Laravel .env.example — Why It Matters and How to Use It Properly

The .env.example file in Laravel is more than a “sample config.” It’s the contract for how your application should be configured across all environments.
Instead of storing real secrets, it defines the shape of your configuration: which variables are required, which are optional, and what default values look like.
A clean .env.example makes onboarding fast, new developers simply run:
cp .env.example .env
php artisan key:generate
Then they fill in real credentials like DB passwords or API keys. Without this file, onboarding quickly becomes guesswork or “send me your .env,” which is a major security risk.
A good .env.example lists every environment key your app relies on.
For example:
APP_ENV=local
APP_DEBUG=true
DB_CONNECTION=mysql
DB_HOST=127.0.0.1
DB_DATABASE=your_database
DB_USERNAME=your_user
DB_PASSWORD=<your-local-password>
The values should always be placeholders — never real passwords, API tokens, or signed keys. One of the most dangerous mistakes is copying your real .env into .env.example and committing it. Secrets then live forever in Git history, forks, backups, and CI logs.
Keeping this file in sync with your codebase is key. If you introduce a new variable like REDIS_PREFIX or STRIPE_SECRET, it should appear in .env.example in the same pull request. Some teams even add simple boot-time validation to ensure required keys exist:
foreach (['APP_ENV', 'DB_HOST', 'DB_DATABASE'] as $key) { if (!env($key)) { throw new RuntimeException("Missing env variable: {$key}"); } }
Tools like secret managers (Vault, AWS Secrets Manager) inject real values at deploy time while .env.example remains the public template.
Handled correctly, .env.example becomes a reliable map of everything your app needs to run — predictable for developers, safe for Git, and essential for smooth onboarding and stable deployments.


All of the lines below are to be transcribed faithfully, with pictures excluded from the copy.

(Dataset extract)

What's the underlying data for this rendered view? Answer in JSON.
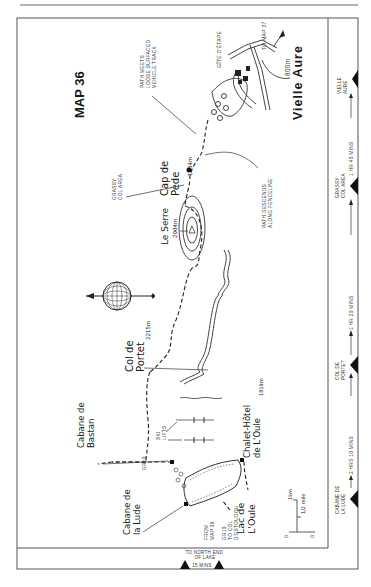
{
  "page": {
    "map_title": "MAP 36"
  },
  "places": {
    "vielle_aure": {
      "name": "Vielle Aure",
      "elevation": "800m"
    },
    "to_map_37": "TO MAP 37",
    "gite_detape": "GÎTE D'ÉTAPE",
    "path_meets_track": "PATH MEETS LOOSE SURFACED VEHICLE TRACK",
    "cap_de_pede": {
      "name_line1": "Cap de",
      "name_line2": "Pède",
      "elevation": "1634m"
    },
    "grassy_col_area": "GRASSY COL AREA",
    "path_descends": "PATH DESCENDS ALONG FENCELINE",
    "le_serre": {
      "name": "Le Serre",
      "elevation": "2004m"
    },
    "col_de_portet": {
      "name_line1": "Col de",
      "name_line2": "Portet",
      "elevation": "2215m"
    },
    "ski_lifts": "SKI LIFTS",
    "gr10": "GR10",
    "cabane_de_bastan": {
      "line1": "Cabane de",
      "line2": "Bastan"
    },
    "cabane_de_la_lude": {
      "line1": "Cabane de",
      "line2": "la Lude"
    },
    "chalet_hotel": {
      "line1": "Chalet-Hôtel",
      "line2": "de L'Oule",
      "elevation": "1819m"
    },
    "lac_de_loule": {
      "line1": "Lac de",
      "line2": "L'Oule"
    },
    "from_map_35": "FROM MAP 35",
    "gr10_to_col": "GR10 TO COL D'ESTOUDOU"
  },
  "scale": {
    "km_label": "1km",
    "mile_label": "1/2 mile",
    "zero": "0"
  },
  "route_profile": {
    "waypoints": [
      {
        "label": "VIELLE AURE"
      },
      {
        "label": "GRASSY COL AREA"
      },
      {
        "label": "COL DE PORTET"
      },
      {
        "label": "CABANE DE LA LUDE"
      }
    ],
    "segments": [
      {
        "label": "1 HR 40 MINS"
      },
      {
        "label": "1 HR 20 MINS"
      },
      {
        "label": "2 HRS 10 MINS"
      }
    ]
  },
  "bottom_strip": {
    "label": "TO NORTH END OF LAKE",
    "duration": "15 MINS"
  },
  "colors": {
    "ink": "#1a1a1a",
    "frame": "#555555",
    "paper": "#ffffff"
  }
}
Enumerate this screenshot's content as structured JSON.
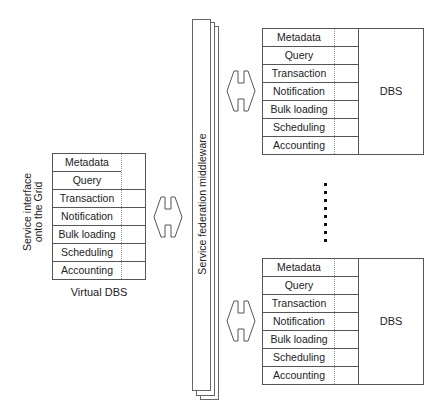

(End Dataset extract)

## Problem solution
What's the underlying data for this rendered view? Answer in JSON.
{
  "page": {
    "map_title": "MAP 36"
  },
  "places": {
    "vielle_aure": {
      "name": "Vielle Aure",
      "elevation": "800m"
    },
    "to_map_37": "TO MAP 37",
    "gite_detape": "GÎTE D'ÉTAPE",
    "path_meets_track": "PATH MEETS LOOSE SURFACED VEHICLE TRACK",
    "cap_de_pede": {
      "name_line1": "Cap de",
      "name_line2": "Pède",
      "elevation": "1634m"
    },
    "grassy_col_area": "GRASSY COL AREA",
    "path_descends": "PATH DESCENDS ALONG FENCELINE",
    "le_serre": {
      "name": "Le Serre",
      "elevation": "2004m"
    },
    "col_de_portet": {
      "name_line1": "Col de",
      "name_line2": "Portet",
      "elevation": "2215m"
    },
    "ski_lifts": "SKI LIFTS",
    "gr10": "GR10",
    "cabane_de_bastan": {
      "line1": "Cabane de",
      "line2": "Bastan"
    },
    "cabane_de_la_lude": {
      "line1": "Cabane de",
      "line2": "la Lude"
    },
    "chalet_hotel": {
      "line1": "Chalet-Hôtel",
      "line2": "de L'Oule",
      "elevation": "1819m"
    },
    "lac_de_loule": {
      "line1": "Lac de",
      "line2": "L'Oule"
    },
    "from_map_35": "FROM MAP 35",
    "gr10_to_col": "GR10 TO COL D'ESTOUDOU"
  },
  "scale": {
    "km_label": "1km",
    "mile_label": "1/2 mile",
    "zero": "0"
  },
  "route_profile": {
    "waypoints": [
      {
        "label": "VIELLE AURE"
      },
      {
        "label": "GRASSY COL AREA"
      },
      {
        "label": "COL DE PORTET"
      },
      {
        "label": "CABANE DE LA LUDE"
      }
    ],
    "segments": [
      {
        "label": "1 HR 40 MINS"
      },
      {
        "label": "1 HR 20 MINS"
      },
      {
        "label": "2 HRS 10 MINS"
      }
    ]
  },
  "bottom_strip": {
    "label": "TO NORTH END OF LAKE",
    "duration": "15 MINS"
  },
  "colors": {
    "ink": "#1a1a1a",
    "frame": "#555555",
    "paper": "#ffffff"
  }
}
Enumerate this screenshot's content as structured JSON.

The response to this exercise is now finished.